Gateway nodes provide stable entry points for the Hypha network. They enable peer discovery, facilitate NAT traversal, and anchor the distributed hash table. This section covers gateway deployment and configuration.

CLI Reference: See the hypha-gateway CLI Reference for complete command-line documentation.

Role and Responsibilities

Gateways serve three critical network functions:

Stable Entry Points: New nodes joining the network connect to gateways listed in their bootstrap configuration. Gateways maintain well-known, stable addresses that serve as initial connection points.
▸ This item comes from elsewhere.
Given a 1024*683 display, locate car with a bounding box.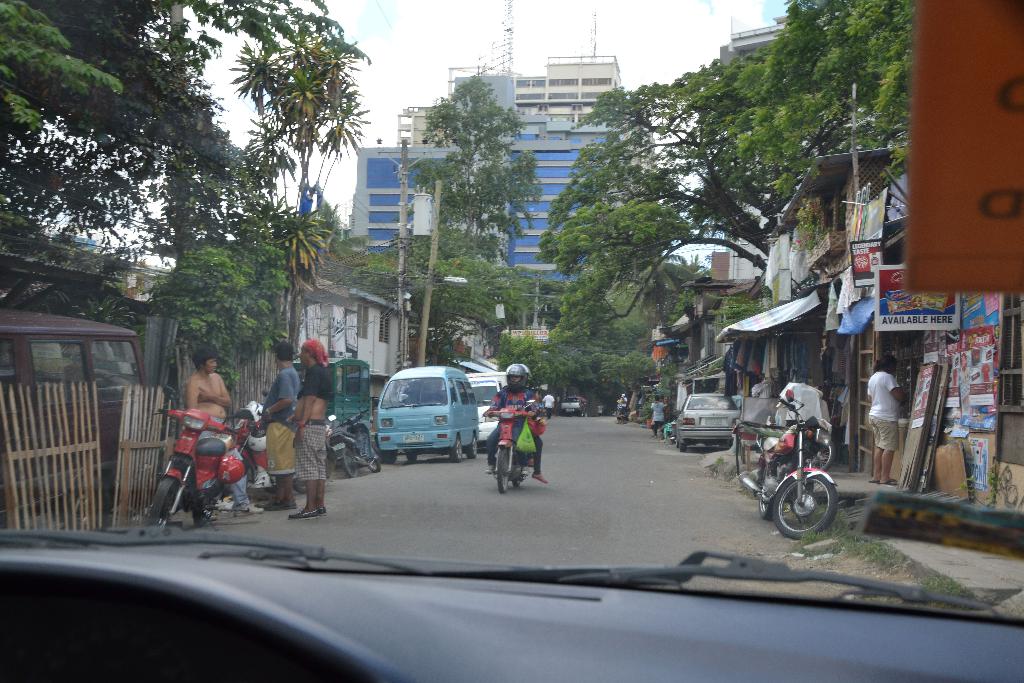
Located: 0, 0, 1023, 682.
Relay Functionality: Nodes behind NAT or firewalls cannot accept inbound connections directly. Gateways act as relays, forwarding traffic between peers that cannot connect directly. This enables full network participation even for nodes with restricted connectivity.

DHT Stability: The Kademlia DHT relies on stable, long-lived nodes to maintain routing table quality. Gateways anchor the DHT by maintaining connections with many peers and advertising consistent peer IDs over time.
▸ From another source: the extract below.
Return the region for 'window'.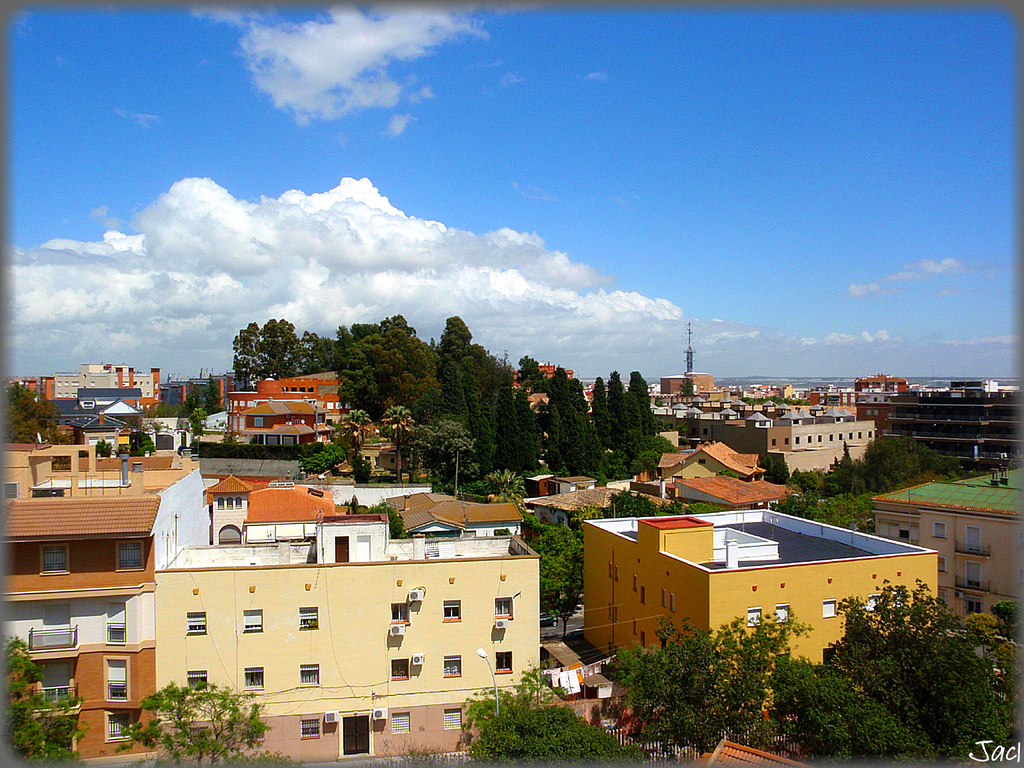
box(244, 665, 264, 689).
Gateways participate in all network protocols (Kademlia, Gossipsub, request/response, streams) but do not execute compute tasks, coordinate training, or store datasets.

Installation

Install the gateway binary following the Installation guide.

Configuration Parameters

Gateway configuration uses TOML format with security and network settings. Generate an example configuration file using the hypha-gateway init command. You will need to provide paths to TLS certificates and configure basic network settings (listen addresses, external addresses).

OpenTelemetry

OpenTelemetry enables distributed tracing and metrics collection for debugging and monitoring your gateways in production. Configure telemetry either via the TOML configuration file or using standard OTEL_* environment variables.

Configuration File (Example uses Grafana Cloud): Specify telemetry settings in your gateway.toml:

telemetry_attributes = "service.name=<Gateway Name>,service.namespace=<Namespace>,deployment.environment=<Environment>"
telemetry_endpoint = "https://otlp-gateway-prod-eu-west-2.grafana.net/otlp"
telemetry_headers = "Authorization=Basic <Api Key>"
telemetry_protocol = "http/protobuf"
telemetry_sampler = "parentbased_traceidratio"
telemetry_sample_ratio = 0.1

Environment Variables (Example uses Grafana Cloud): Alternatively, use standard OpenTelemetry environment variables:

export OTEL_EXPORTER_OTLP_ENDPOINT="https://otlp-gateway-prod-eu-west-2.grafana.net/otlp"
export OTEL_EXPORTER_OTLP_HEADERS="Authorization=Basic <Api Key>"
export OTEL_EXPORTER_OTLP_PROTOCOL="http/protobuf"
export OTEL_SERVICE_NAME="gateway-01"
export OTEL_RESOURCE_ATTRIBUTES="service.namespace=production,deployment.environment=prod"

hypha-gateway run --config /etc/hypha/gateway.toml

Environment variables take precedence over configuration file settings, allowing flexible per-deployment customization.

Network Protocols

Gateways participate in all libp2p protocols used by Hypha:

Kademlia DHT

Gateways maintain Kademlia routing tables and respond to DHT queries. When data nodes announce datasets, gateways store provider records that enable schedulers to locate data sources. They also answer peer location queries, helping nodes discover each other through the DHT. Long-lived gateway connections improve routing table quality across the network, making peer discovery more reliable and efficient.

Gossipsub

Gateways participate in Gossipsub mesh networks by subscribing to relevant topics (such as hypha/worker) and relaying messages between peers. This improves message propagation reliability across the network. Gateways contribute to mesh topology health through heartbeat and graft/prune protocols, ensuring efficient message delivery and maintaining optimal mesh connectivity.

Circuit Relay

The circuit relay protocol enables NAT traversal by allowing nodes behind firewalls to reserve relay circuits through gateways. Gateways forward relayed connections between peers that cannot connect directly, enabling full network participation regardless of network restrictions. Relay circuits are limited by hop count to prevent excessive forwarding overhead and maintain network efficiency.